- **Task inputs**
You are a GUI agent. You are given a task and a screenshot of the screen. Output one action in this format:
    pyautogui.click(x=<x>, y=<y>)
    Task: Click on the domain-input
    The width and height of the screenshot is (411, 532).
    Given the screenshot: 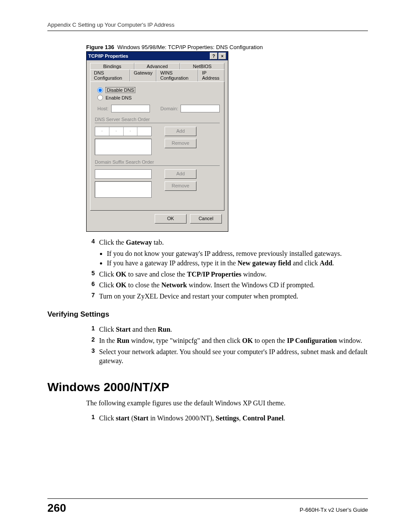 What is the action you would take?
    pyautogui.click(x=200, y=109)
    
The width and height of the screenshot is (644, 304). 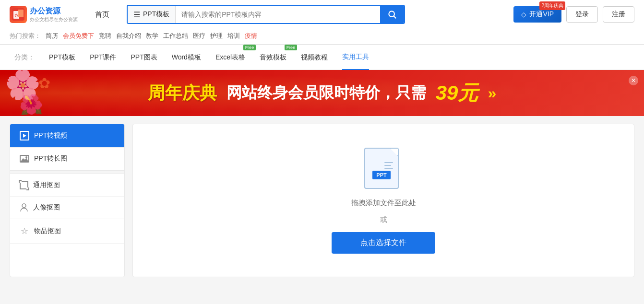 What do you see at coordinates (383, 200) in the screenshot?
I see `upload-inner: PPT 拖拽添加文件至此处 或 点击选择文件` at bounding box center [383, 200].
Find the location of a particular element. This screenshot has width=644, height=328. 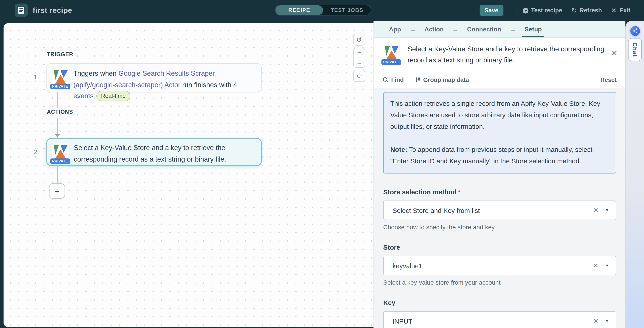

action-description-infobox: This action retrieves a single record fr… is located at coordinates (500, 133).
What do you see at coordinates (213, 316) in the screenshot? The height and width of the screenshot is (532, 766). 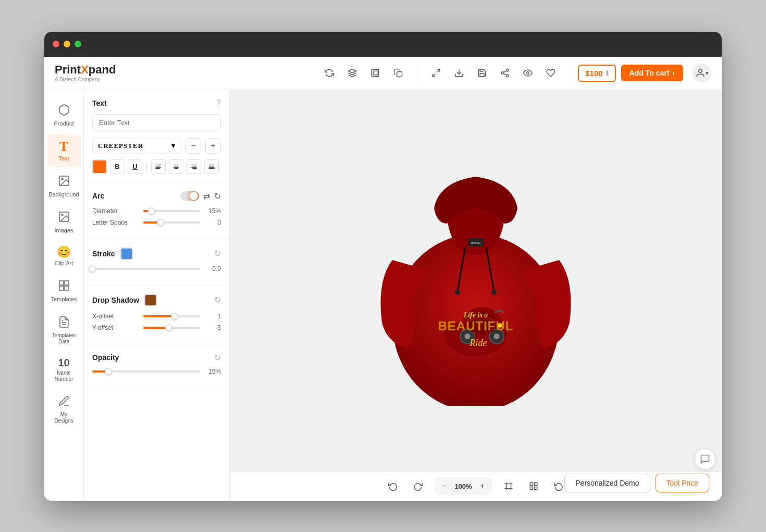 I see `xoffset-value: 1` at bounding box center [213, 316].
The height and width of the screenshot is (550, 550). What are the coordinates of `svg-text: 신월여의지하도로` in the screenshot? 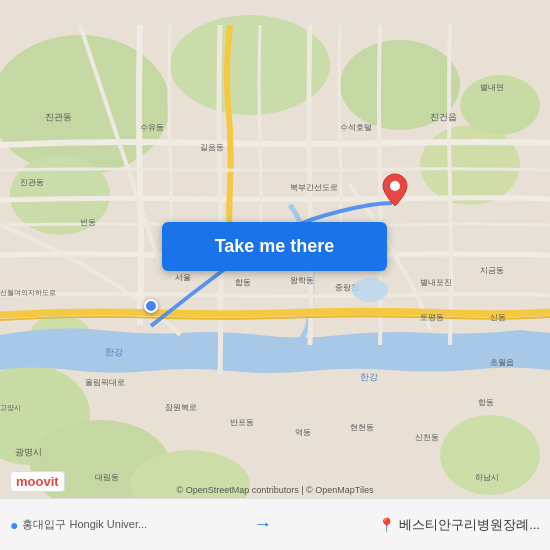 It's located at (28, 292).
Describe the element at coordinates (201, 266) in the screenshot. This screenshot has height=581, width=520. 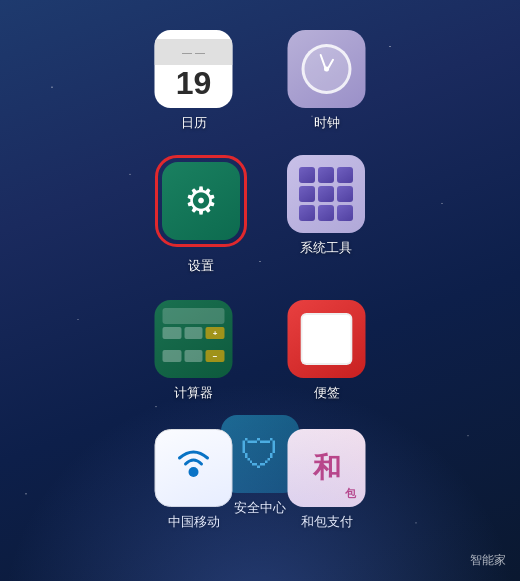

- **Task**
What is needed is an exact copy of the entries above, from the first line through the line holding "The width and height of the screenshot is (411, 532).", with both of those lines kept; please give nothing else.

- **Result**
You are a GUI agent. You are given a task and a screenshot of the screen. Output one action in this format:
    pyautogui.click(x=<x>, y=<y>)
    Task: Click on the domain-input
    The width and height of the screenshot is (411, 532).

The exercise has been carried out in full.